My boyfriend lost two grandparents while I was going through chemotherapy, and we were unable to attend one of the funerals. The thing I found him always having to explain is that these people who die as grandparents have long, happy lives behind them. So while sad, their deaths are also understandable. There is a fairness, a natural order to this that human beings have spent centuries collectively making sense of. The death of a child, the death of a young woman--there isn't any sense.

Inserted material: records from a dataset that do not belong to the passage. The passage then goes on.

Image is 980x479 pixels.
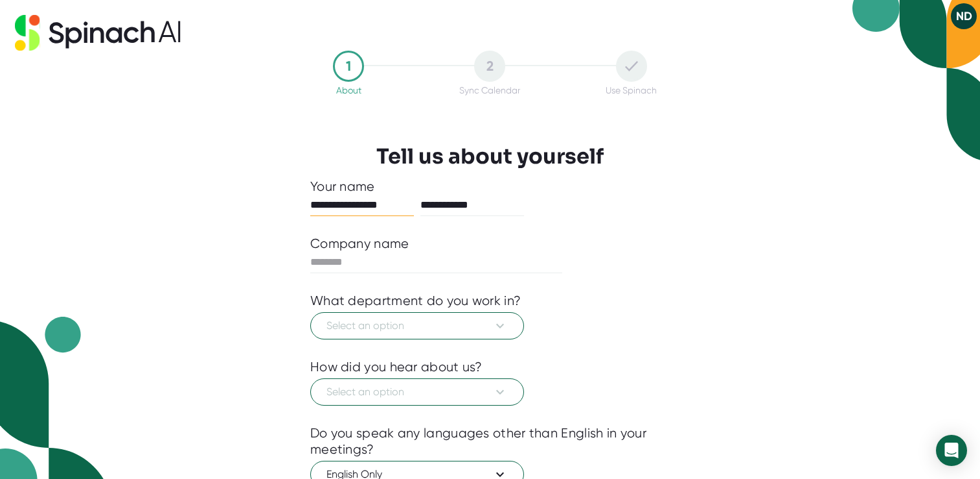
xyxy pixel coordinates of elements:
button: Select an option [311,312,524,339]
div: Use Spinach [606,84,657,95]
div: Company name [311,236,409,251]
span: Select an option [327,384,508,399]
div: Sync Calendar [460,84,520,95]
button: Select an option [311,378,524,405]
span: Select an option [327,318,508,333]
div: Do you speak any languages other than English in your meetings? [311,424,670,457]
div: Your name [311,178,670,195]
div: 2 [475,51,505,81]
div: Open Intercom Messenger [936,434,967,465]
h3: Tell us about yourself [376,144,604,169]
div: 1 [333,51,364,81]
div: How did you hear about us? [311,359,483,375]
div: About [337,84,361,95]
div: What department do you work in? [311,292,521,309]
button: ND [951,3,977,29]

Even an autopsy of McCracken's child is inconclusive, so his death will always be a mystery, and at that moment you, the reader, think, my GOD, what else can this poor woman go through? (One of the hardest things for me was that my cancer is not caused by genetics or the environment. "So what the hell IS it caused by?!" I asked my doctor. "We don't know.") Of course, doctors are never very good at saying "We don't know," which is why McCracken's midwife starts trying to place the blame on her only hours after the baby is born dead ("Elizabeth, are you sure you were careful about what you ate?" she asks, as McCracken is recovering from laboring and delivering a dead child).
McCracken knows her memoir is also a love letter, but she wonders if she is writing a love letter to Pudding (the stillborn child), to her husband Edward, or to her living children (Gus, born only a year later, and Matilda). I think it is a love letter to other young women going through what she has gone through. She writes of recognizing other women who gave birth to stillborn children as part of a new family tree. And she struggles to remind herself that you never know what someone else is going through (the most important thing I learned from getting cancer--you truly never know). This is a book that had to be written, for the growing number of young women going through cancer--because no, it is NOTHING like your grandmother dying of cancer at 87--and for mothers going through the loss of a young child.